Hearing that ReCaptcha can read all the extensions (or tampermonkey scripts) someone has on his pc, is there any way to evade this? Any type of script or piece of code or settings.
This theory was confirmed: Once I login into any site with Chrome Automation Extension
, I get flagged immediately. Even tho it just exposes an API of Chrome Options for another task that has nothing to do with recaptcha. Just loading any webpage(site) with ReCaptcha will trigger the captcha.
Here's the background.js, How change it to be unnoticeable to other apps?
// Copyright (c) 2013 The Chromium Authors. All rights reserved.
// Use of this source code is governed by a BSD-style license that can be
// found in the LICENSE file.
/*
* Checks for an extension error that occurred during the asynchronous call.
* If an error occurs, will invoke the error callback and throw an exception.
*
* @param {function(!Error)} errCallback The callback to invoke for error
* reporting.
*/
function checkForExtensionError(errCallback) {
if (typeof(chrome.extension.lastError) != 'undefined') {
var error = new Error(chrome.extension.lastError.message);
errCallback(error);
throw error;
}
}
/**
* Captures a screenshot of the visible tab.
*
* @param {function(string)} callback The callback to invoke with the base64
* encoded PNG.
* @param {function(!Error)} errCallback The callback to invoke for error
* reporting.
*/
function captureScreenshot(callback, errCallback) {
chrome.tabs.captureVisibleTab({format:'png'}, function(dataUrl) {
if (chrome.extension.lastError &&
chrome.extension.lastError.message.indexOf('permission') != -1) {
var error = new Error(chrome.extension.lastError.message);
error.code = 103; // kForbidden
errCallback(error);
return;
}
checkForExtensionError(errCallback);
var base64 = ';base64,';
callback(dataUrl.substr(dataUrl.indexOf(base64) + base64.length))
});
}
/**
* Launches an app with the specified id.
*
* @param {string} id The ID of the app to launch.
* @param {function()} callback Invoked when the launch event is complete.
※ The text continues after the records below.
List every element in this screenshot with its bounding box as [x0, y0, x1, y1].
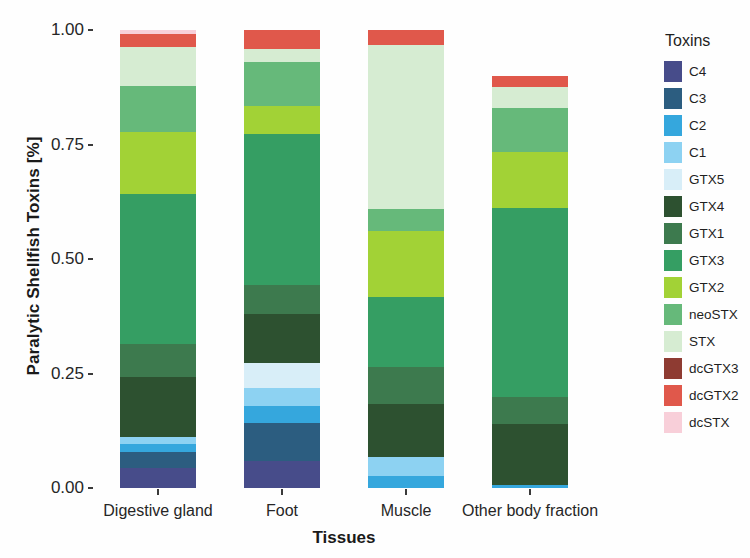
- stacked-bar-chart: Paralytic Shellfish Toxins [%] 0.000.250…: [0, 0, 750, 558]
- bar-segment[interactable]: [368, 45, 444, 209]
- bar-segment[interactable]: [244, 406, 320, 423]
- bar-segment[interactable]: [492, 87, 568, 108]
- bar-segment[interactable]: [244, 49, 320, 62]
- bar-segment[interactable]: [492, 108, 568, 152]
- bar-stack: [120, 30, 196, 488]
- bar-segment[interactable]: [368, 476, 444, 488]
- legend-item[interactable]: GTX4: [664, 193, 750, 220]
- bar-segment[interactable]: [244, 62, 320, 106]
- bar-segment[interactable]: [120, 34, 196, 48]
- legend-item[interactable]: C2: [664, 112, 750, 139]
- bar-segment[interactable]: [244, 285, 320, 314]
- bar-segment[interactable]: [120, 437, 196, 444]
- legend-swatch: [664, 277, 682, 298]
- y-tick-mark: [88, 258, 93, 260]
- x-tick-mark: [281, 489, 283, 495]
- legend-item[interactable]: C4: [664, 58, 750, 85]
- legend-item[interactable]: dcSTX: [664, 409, 750, 436]
- bar-segment[interactable]: [368, 209, 444, 231]
- bar-segment[interactable]: [492, 485, 568, 488]
- bar-segment[interactable]: [120, 444, 196, 452]
- bar-segment[interactable]: [120, 86, 196, 132]
- bar-segment[interactable]: [368, 297, 444, 367]
- legend-label: neoSTX: [689, 307, 738, 322]
- legend-item[interactable]: GTX5: [664, 166, 750, 193]
- legend-label: STX: [689, 334, 715, 349]
- legend-label: C4: [689, 64, 706, 79]
- x-tick-label: Other body fraction: [462, 502, 598, 520]
- legend-label: dcSTX: [689, 415, 730, 430]
- y-tick-label: 0.25: [28, 364, 84, 384]
- bar-segment[interactable]: [120, 47, 196, 86]
- y-tick-label: 0.75: [28, 135, 84, 155]
- bar-segment[interactable]: [244, 134, 320, 285]
- y-tick-mark: [88, 29, 93, 31]
- y-tick-label: 1.00: [28, 20, 84, 40]
- bar-stack: [244, 30, 320, 488]
- legend-label: GTX3: [689, 253, 724, 268]
- bar-segment[interactable]: [492, 208, 568, 397]
- bar-segment[interactable]: [368, 367, 444, 404]
- y-tick-label: 0.00: [28, 478, 84, 498]
- x-axis-title: Tissues: [96, 528, 592, 548]
- bar-group[interactable]: [244, 30, 320, 488]
- legend-item[interactable]: STX: [664, 328, 750, 355]
- legend-swatch: [664, 331, 682, 352]
- bar-segment[interactable]: [244, 363, 320, 388]
- bar-stack: [368, 30, 444, 488]
- bar-segment[interactable]: [244, 106, 320, 134]
- legend-label: C2: [689, 118, 706, 133]
- legend-swatch: [664, 142, 682, 163]
- bar-segment[interactable]: [368, 457, 444, 476]
- bar-segment[interactable]: [244, 314, 320, 363]
- legend-title: Toxins: [665, 32, 750, 50]
- bar-segment[interactable]: [368, 404, 444, 457]
- bar-segment[interactable]: [368, 231, 444, 297]
- y-tick-mark: [88, 487, 93, 489]
- bar-stack: [492, 30, 568, 488]
- bar-segment[interactable]: [120, 194, 196, 344]
- bar-segment[interactable]: [120, 30, 196, 34]
- legend-swatch: [664, 196, 682, 217]
- bar-group[interactable]: [120, 30, 196, 488]
- bar-segment[interactable]: [492, 424, 568, 485]
- legend-item[interactable]: C3: [664, 85, 750, 112]
- bar-segment[interactable]: [120, 468, 196, 488]
- bar-segment[interactable]: [244, 30, 320, 49]
- legend-swatch: [664, 304, 682, 325]
- bar-segment[interactable]: [244, 388, 320, 406]
- bar-segment[interactable]: [244, 461, 320, 488]
- bar-segment[interactable]: [120, 344, 196, 377]
- legend-label: GTX2: [689, 280, 724, 295]
- legend-item[interactable]: dcGTX3: [664, 355, 750, 382]
- legend-item[interactable]: GTX3: [664, 247, 750, 274]
- bar-group[interactable]: [368, 30, 444, 488]
- bar-segment[interactable]: [120, 452, 196, 468]
- x-tick-label: Muscle: [381, 502, 432, 520]
- bar-segment[interactable]: [492, 152, 568, 208]
- legend-swatch: [664, 223, 682, 244]
- x-tick-label: Digestive gland: [103, 502, 212, 520]
- legend-swatch: [664, 169, 682, 190]
- legend-item[interactable]: dcGTX2: [664, 382, 750, 409]
- bar-segment[interactable]: [120, 377, 196, 437]
- bar-segment[interactable]: [244, 423, 320, 461]
- y-tick-mark: [88, 144, 93, 146]
- legend-swatch: [664, 88, 682, 109]
- plot-area: [96, 30, 592, 488]
- legend: Toxins C4C3C2C1GTX5GTX4GTX1GTX3GTX2neoST…: [664, 32, 750, 436]
- legend-item[interactable]: neoSTX: [664, 301, 750, 328]
- bar-segment[interactable]: [492, 76, 568, 87]
- bar-group[interactable]: [492, 30, 568, 488]
- legend-item[interactable]: GTX1: [664, 220, 750, 247]
- x-tick-mark: [405, 489, 407, 495]
- bar-segment[interactable]: [368, 30, 444, 45]
- legend-item[interactable]: GTX2: [664, 274, 750, 301]
- bar-segment[interactable]: [120, 132, 196, 194]
- x-tick-mark: [529, 489, 531, 495]
- legend-label: GTX5: [689, 172, 724, 187]
- legend-item[interactable]: C1: [664, 139, 750, 166]
- legend-swatch: [664, 250, 682, 271]
- y-tick-mark: [88, 373, 93, 375]
- bar-segment[interactable]: [492, 397, 568, 424]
* @param {function(!Error)} errCallback The callback to invoke for error
* reporting.
*/
function launchApp(id, callback, errCallback) {
chrome.management.launchApp(id, function() {
checkForExtensionError(errCallback);
callback();
});
}
MANIFEST:
{
"key": "MIGfMA0GCSqGSIb3DQEBAQUAA4GNADCBiQKBgQDr+Q7QFcTr4Wmn9sSICKWbxnYLhIM0ERbcapZCDmpAkiBUhOPt+KkYnTdUFl4Kx2xv02MwIowh36Fho9Dhqh7cPWGIPsLHUaJosO6t6oaHxQsMQS/K4MlnP5pNJykExo82DcajSXGV+mIQH3RslxL+XhtmIh2BQLwbizVG0bA+mwIDAQAB",
"name": "Chrome Automation Extension",
"version": "1",
"manifest_version": 2,
"description": "Exposes extension APIs for automating Chrome",
"background": {
"scripts": ["background.js"]
},
"permissions": [
"tabs", "management", "<all_urls>"
]
}
You can read a lot of information about reCaptcha and how to cheat it from this pdf. I’m not a human: Breaking the Google reCAPTCHA
Google reCaptcha checks malicious actions using these details:
If anything is wrong (eg: browser version is not matched with user agent or suspicious mouse move was detected) reCaptcha requires verification.
PS: Actually I think recaptcha doesn't look for extensions (also it's not possible, because browsers don't give permission to list extensions), except it can detect if any extension has injected suspicious code to the website.
You can also check the de-obfuscated source code of reCaptcha here.